I remember when I had a choice to make of what college to attend after high school. I had applied to and been accepted by three universities in the State University of New York system. I visited all three but that only made my choice more difficult, as each had special qualities I liked. Someone gave me a good idea which helped a lot. I wrote positive and negative considerations in two columns for all 3 choices and then I looked to see objectively which choice had the most positive aspects listed. But then, I asked myself how I felt about that choice, and I knew instinctively that the one with the most ‘positives’ was not the one my heart was interested in.  I chose the college closest to home because I wanted to maintain some cherished friendships. That proved to be obviously the right choice for me, down the road.

Here is a poem by William Butler Yeats about ‘better choices’:

What Then?

His chosen comrades thought at school
He must grow a famous man;
He thought the same and lived by rule,
All his twenties crammed with toil;
‘What then?’ sang Plato’s ghost. ‘What then?’

Everything he wrote was read,
After certain years he won

Sufficient money for his need, Friends that have been friends indeed;

‘What then?’ sang Plato’s ghost. ‘ What then?’

All his happier dreams came true —
A small old house, wife, daughter, son,
Grounds where plum and cabbage grew,
poets and wits about him drew;
‘What then.?’ sang Plato’s ghost. ‘What then?’

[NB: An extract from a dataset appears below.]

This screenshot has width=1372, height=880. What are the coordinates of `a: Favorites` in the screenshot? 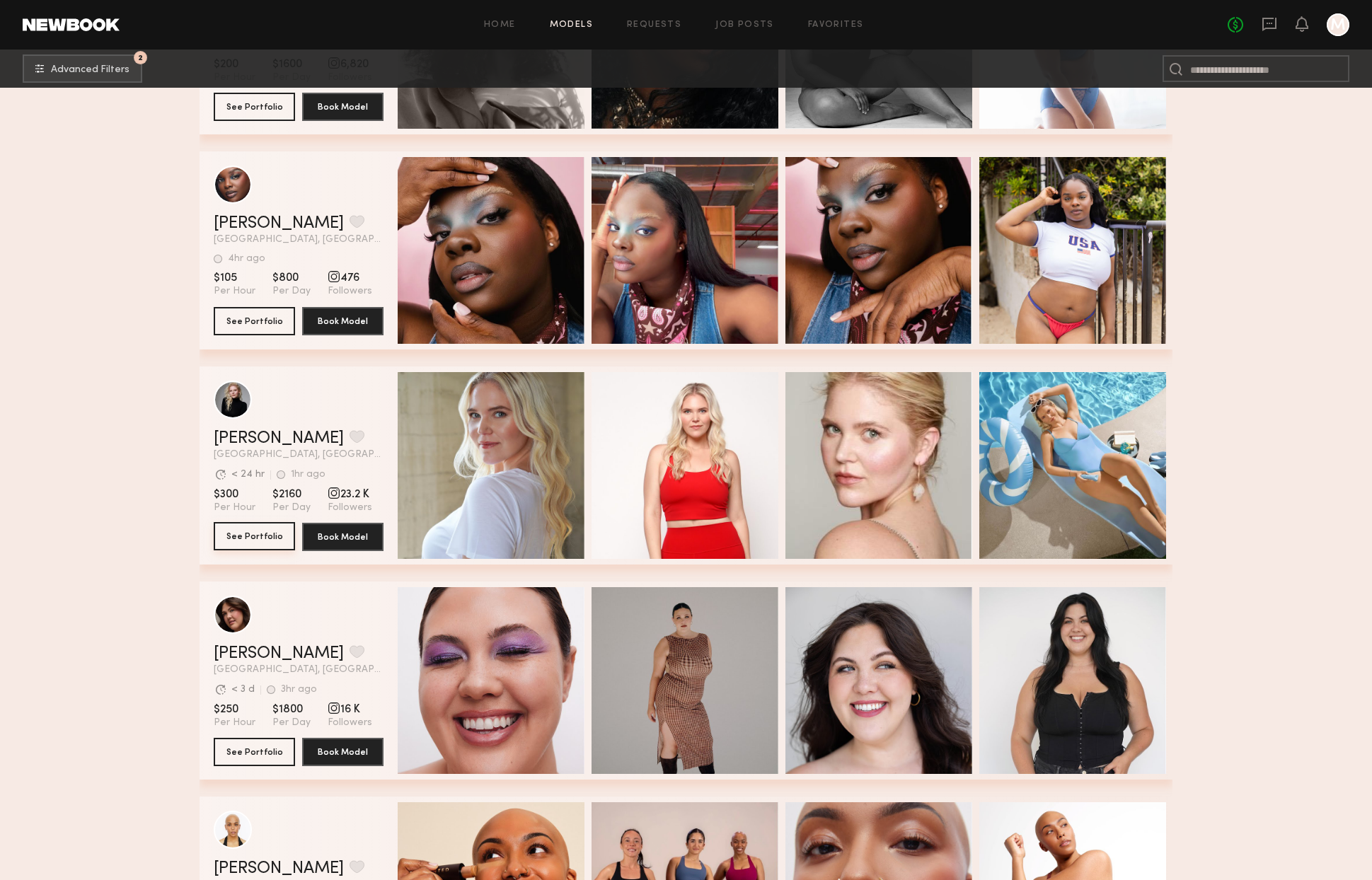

The work is done,’ grown old he thought,
‘According to my boyish plan;
Let the fools rage, I swerved in naught,
Something to perfection brought’;
But louder sang that ghost, ‘What then?’

Yeats’ poem has an almost eerie quality to it in relation to the matter of discerning ‘better choices’. How can we choose proactively rather than having to look back in retrospect to see whether our choice has led to personal fulfilment, or not? Some of you might be familiar with the book The Journey of Souls by Dr. Michael Newton. This book puts the topic of better choices into a much larger scope. It deals –(whatever your personal approach, this book brings in  reincarnation as described under hypnosis by people being regressed)–with the question of whether in a given lifetime we have fulfilled our goal or learned our lessons of that lifetime! A more popular example of this idea is in the fun movie “Defending Your Life”, one of my favorites. Here, Albert Brooks plays a man who never takes risks, and in death he is put on trial, literally, to defend whether he made enough progress to “move on” or not. Meanwhile he has fallen in love in this afterlife realm with a character played by  Meryl Streep who has been a real hero in her life so she will obviously graduate to a higher plane! I like the general question being posed by both of these, and Yeats’ poem too. What is your life purpose? Why are YOU Here, in the largest sense, not just day to day?

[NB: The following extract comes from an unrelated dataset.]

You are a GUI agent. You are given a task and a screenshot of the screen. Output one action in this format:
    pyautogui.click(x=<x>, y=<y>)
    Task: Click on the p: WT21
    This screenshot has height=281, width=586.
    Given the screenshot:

My notion is that we should not wait until we are elderly, or until we pass on, to ask ourselves what we would really like to be fulfilling NOW, with THIS life, whatever the afterlife might have in store. (And BTW, what might be fulfilling to one might be as simple as an act of kindness  or learning to give love unconditionally.)  Here and Now we do have some control over our conscious choices. For myself I intend to ‘accomplish’ all I can spiritually, and take that forward.

Do you have a Life Dream? That may be all the North Star you need to arrive at your own better choices.